Dec 07 2009

In school…

Published by Mugwug at 20:56:28 under General

Ok, I’m nipple deep in learning. Spending time learning things that sound like sep-ted, numerous provincial acts, and assorted other things related to the job.

I’m not complaining really. It’s just that between my brief foray into cable installations and the new “new” job I feel like I’ve spent half a year training, rather than working…

It only feels that way because it’s true.

The good news is that it seems to be going well, thus far at least.

5 Responses to “In school…”

  1. Carbonmanon 08 Dec 2009 at 00:18:39

    I teach CPTED in my course and still don’t think much of it. 20 years ago it had some benefit; now nobody cares who owns the property or if anyone’s watching them. Zero social or judicial deterrent.
    You really know how to get me going - just post something about the warm and fuzzy ’sciences’ relating to the security biz and I start frothing at the mouth!

  2. Mugwugon 09 Dec 2009 at 09:12:53

    CM: I agree. I think you were the first one to bring CPTED to my attention some time ago and I gave it some reading back then, I recall thinking that the better portion of the concepts could be summarized as common sense, but then what do I know.

    -GRIN-

    I don’t think I really have an opinion to voice on this until I see the end of the course, but generally speaking that portion wasn’t the highlight of the training.

  3. Mattion 09 Dec 2009 at 14:01:11

    Hmmm … that reminds me … I should reread Jane Jacobs’ The Death and Life of Great American Cities to see how it holds up after 50 years.

  4. Pieteron 10 Dec 2009 at 19:26:30

    I just want to know if you bring your lunch to class in an A-Team lunch box,
    that’d be funny as hell.

  5. Gregon 16 Dec 2009 at 01:50:10

    I swear to Dog, I will buy you your weight in beer if you ask the following to your course instructor on the topic of provincial offence acts:

    “In light of the impact that the BCMVA s.94(2) Reference case to the Supreme Court on the creation of absolute liability offences and their correlation to s.7 fundamental justice issues on the potential for jail time for those absolute liability offences, should we be crafting our reports to reflect an evidentiary standard of absolute or strict liability? Or is more simply a case that because it all comes down to a talent contest between Crown and their defence lawyer, I could write my entire notes and report as ‘I like potato chips’ and stand as much chance of getting a conviction as if I laid out a high quality report that would pass muster for 1st degree murder?”

    You might want to wait until after probation to ask that, however.

    I’m running my first provincial offences beef in January, 8 counts, gun offences included, heavy forensic focus in the evidence. The poor POO is about to run into a brick wall of legendary proportions.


ASSIGNMENT
With the pictures removed, write out the full listing below exactly.

□ □ □ □

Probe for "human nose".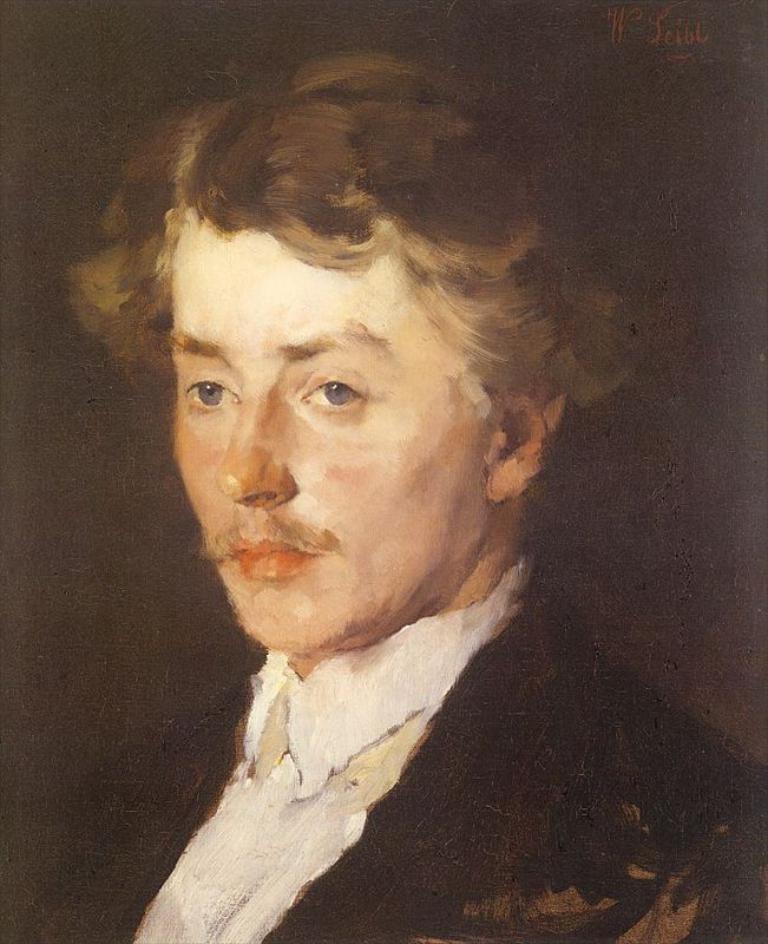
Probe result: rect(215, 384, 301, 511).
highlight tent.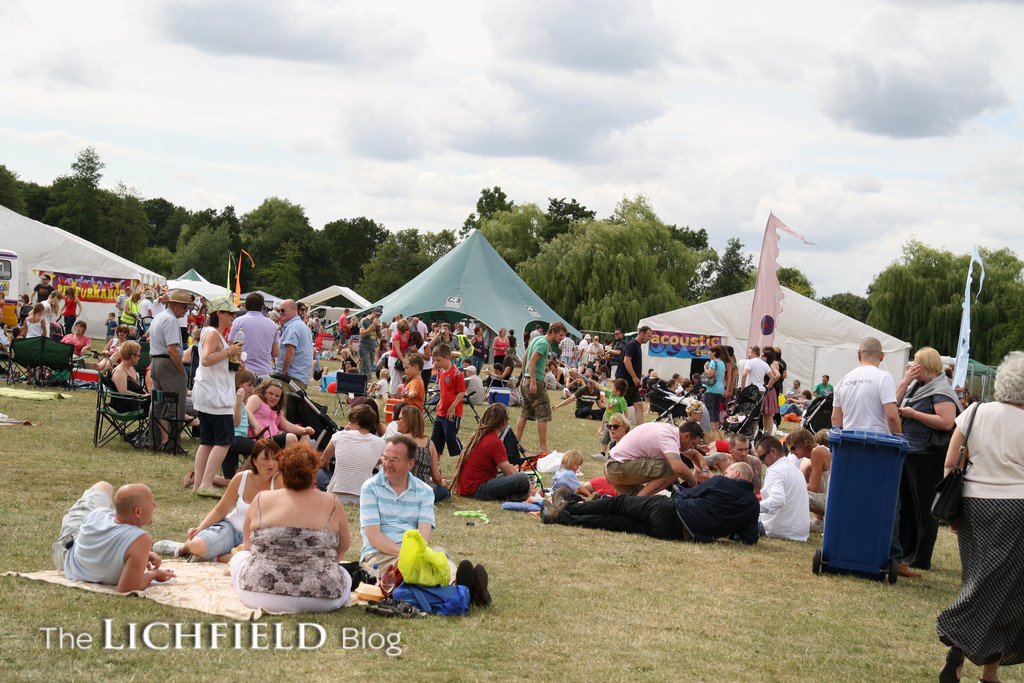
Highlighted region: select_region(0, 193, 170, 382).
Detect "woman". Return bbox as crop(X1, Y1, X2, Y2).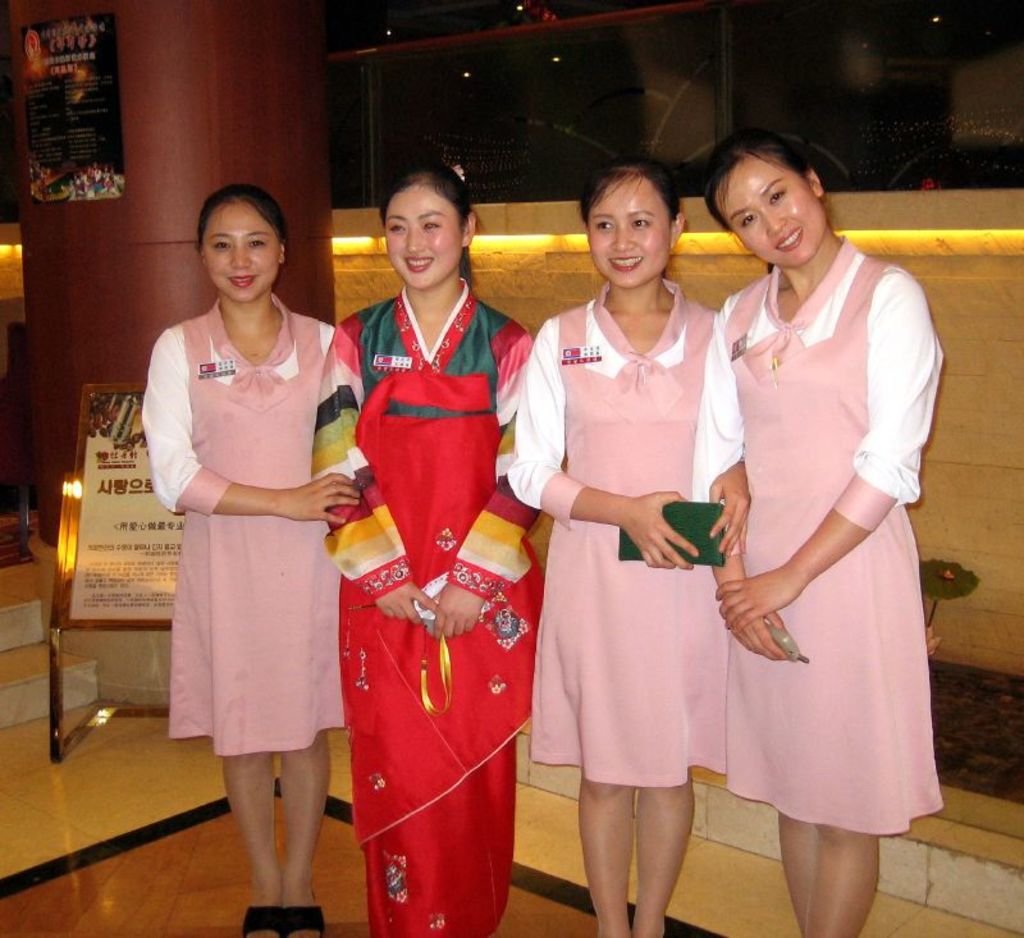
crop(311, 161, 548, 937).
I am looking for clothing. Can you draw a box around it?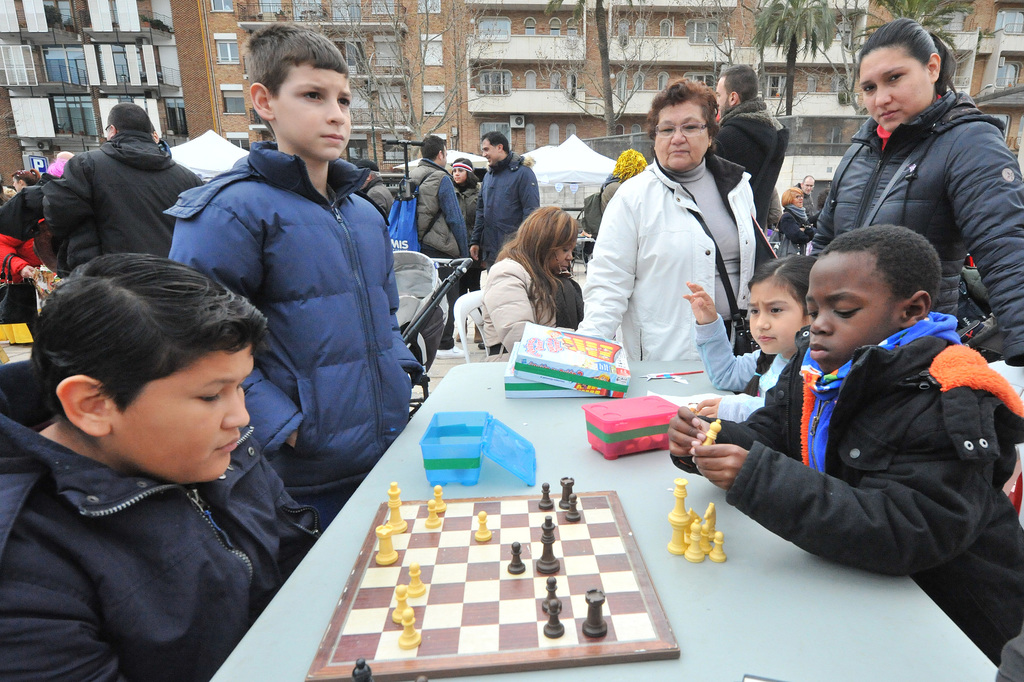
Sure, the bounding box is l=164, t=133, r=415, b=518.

□ □ □ □

RESPONSE AREA
Probe for "human nose".
Probe result: rect(215, 384, 301, 511).
highlight tent.
Highlighted region: select_region(0, 193, 170, 382).
Detect "woman". Return bbox as crop(X1, Y1, X2, Y2).
crop(311, 161, 548, 937).
I am looking for clothing. Can you draw a box around it?
Sure, the bounding box is l=164, t=133, r=415, b=518.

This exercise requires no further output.